Reading as an event: the legend of the last Debord, conversation between Amador Fernández-Savater, political and cultural essayist and activist, and Hugo Savino, essayist and poet.
Guy Debord wrote Comments on the Society of the Spectacle in 1988, but who was he? A Debord without Situationist International: alone but not isolated. A Debord without revolution in sight: the years when capitalism seemed to reign unchallenged. How does a revolutionary without organisation, a revolutionary without any revolutions in sight, cause ‘ideas to become dangerous’, as SI put it? What ties does he invent when collective ideas are no longer collective and revolution no longer threatens the status quo? We’ll see Debord take an interest in strategy, film, and above all reading. He ultimately takes an interest in himself, paradoxical though this seems from a classical revolutionary perspective.
In these texts, Guy Debord contrasts the reader with the spectator. The body of the reader with the body of the spectator. In view of the idea that ‘everything can be juxtaposed’ and that ‘leaves no time for reflection’, demanding ‘pure adhesion to what exists’, reading is approached as an exercise ‘demanding a real opinion at every line’, since ‘only that can allow us access to the vast pre-spectacular experience’. Reading and writing are therefore exercises with the ability to transform, which Debord uses to create his own legend as a form of political resistance.
A conversation between Amador Fernández-Savater, political and cultural essayist and activist, and Hugo Savino, essayist and poet.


WHAT YOU HAVE TO DO
Go line by line through the data below and count those that hold "arrow". Return only the number.

[[ RAW DATA, beginning ]]

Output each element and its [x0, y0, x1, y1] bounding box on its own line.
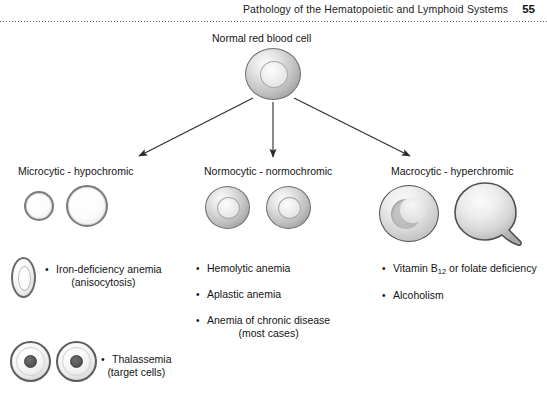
target-center-dot: [24, 355, 37, 368]
running-head-title: Pathology of the Hematopoietic and Lymph…: [243, 3, 508, 15]
macrocytic-cell-icon: [379, 185, 439, 242]
condition-vitamin-b12-subscript: 12: [438, 267, 446, 276]
condition-list-normocytic: Hemolytic anemia Aplastic anemia Anemia …: [196, 262, 330, 353]
condition-chronic-disease-text: Anemia of chronic disease: [207, 314, 330, 326]
header-divider-rule: [0, 21, 547, 22]
condition-hemolytic-anemia: Hemolytic anemia: [196, 262, 330, 275]
central-pallor: [278, 197, 301, 219]
category-label-microcytic: Microcytic - hypochromic: [18, 165, 134, 177]
normocytic-cell-left-icon: [205, 186, 250, 229]
page: Pathology of the Hematopoietic and Lymph…: [0, 0, 547, 416]
condition-list-macrocytic: Vitamin B12 or folate deficiency Alcohol…: [382, 262, 537, 315]
page-number: 55: [522, 3, 535, 15]
arrow-to-microcytic: [139, 98, 253, 156]
condition-aplastic-anemia: Aplastic anemia: [196, 288, 330, 301]
target-cell-right-icon: [56, 341, 97, 382]
normocytic-cell-right-icon: [266, 186, 311, 229]
arrow-to-macrocytic: [294, 98, 410, 156]
condition-vitamin-b12-folate: Vitamin B12 or folate deficiency: [382, 262, 537, 276]
target-center-dot: [70, 355, 83, 368]
teardrop-cell-icon: [452, 180, 532, 248]
crescent-cut: [400, 197, 426, 223]
condition-thalassemia-text: Thalassemia: [101, 353, 172, 366]
condition-alcoholism-text: Alcoholism: [393, 289, 444, 301]
category-label-macrocytic: Macrocytic - hyperchromic: [391, 165, 514, 177]
root-label: Normal red blood cell: [212, 32, 311, 44]
condition-iron-deficiency: Iron-deficiency anemia (anisocytosis): [45, 263, 162, 289]
condition-chronic-disease: Anemia of chronic disease (most cases): [196, 314, 330, 340]
condition-iron-deficiency-subtext: (anisocytosis): [45, 276, 162, 289]
running-head: Pathology of the Hematopoietic and Lymph…: [243, 3, 535, 15]
condition-thalassemia: Thalassemia (target cells): [101, 353, 172, 379]
condition-thalassemia-subtext: (target cells): [101, 366, 172, 379]
central-pallor: [217, 197, 240, 219]
condition-vitamin-b12-prefix: Vitamin B: [393, 262, 438, 274]
elliptocyte-pencil-cell-icon: [11, 257, 36, 298]
condition-vitamin-b12-suffix: or folate deficiency: [446, 262, 536, 274]
microcytic-hypochromic-cell-large-icon: [66, 185, 108, 227]
elliptocyte-inner-pallor: [18, 266, 31, 291]
category-label-normocytic: Normocytic - normochromic: [204, 165, 332, 177]
microcytic-hypochromic-cell-small-icon: [24, 191, 54, 221]
central-pallor: [260, 61, 288, 88]
condition-iron-deficiency-text: Iron-deficiency anemia: [45, 263, 162, 276]
condition-aplastic-anemia-text: Aplastic anemia: [207, 288, 281, 300]
target-cell-left-icon: [10, 341, 51, 382]
condition-chronic-disease-subtext: (most cases): [207, 327, 330, 340]
condition-hemolytic-anemia-text: Hemolytic anemia: [207, 262, 290, 274]
normal-red-blood-cell-icon: [245, 48, 301, 100]
condition-alcoholism: Alcoholism: [382, 289, 537, 302]
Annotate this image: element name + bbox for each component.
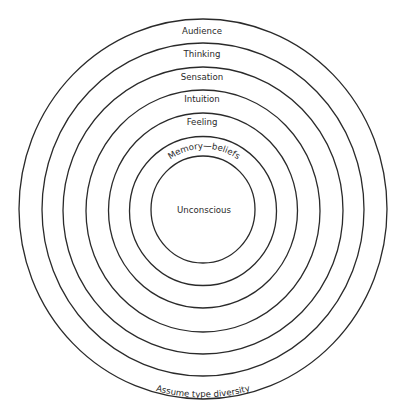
label-memory-beliefs: Memory—beliefs	[166, 141, 243, 162]
label-feeling: Feeling	[187, 117, 218, 127]
label-thinking: Thinking	[183, 49, 221, 59]
label-unconscious: Unconscious	[177, 205, 231, 215]
label-sensation: Sensation	[181, 72, 223, 82]
label-audience: Audience	[182, 26, 222, 36]
concentric-circles-diagram: Audience Thinking Sensation Intuition Fe…	[0, 0, 404, 415]
label-assume-type-diversity: Assume type diversity	[155, 383, 251, 399]
label-intuition: Intuition	[184, 94, 220, 104]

[[ RAW DATA, end ]]

TASK RESULT
2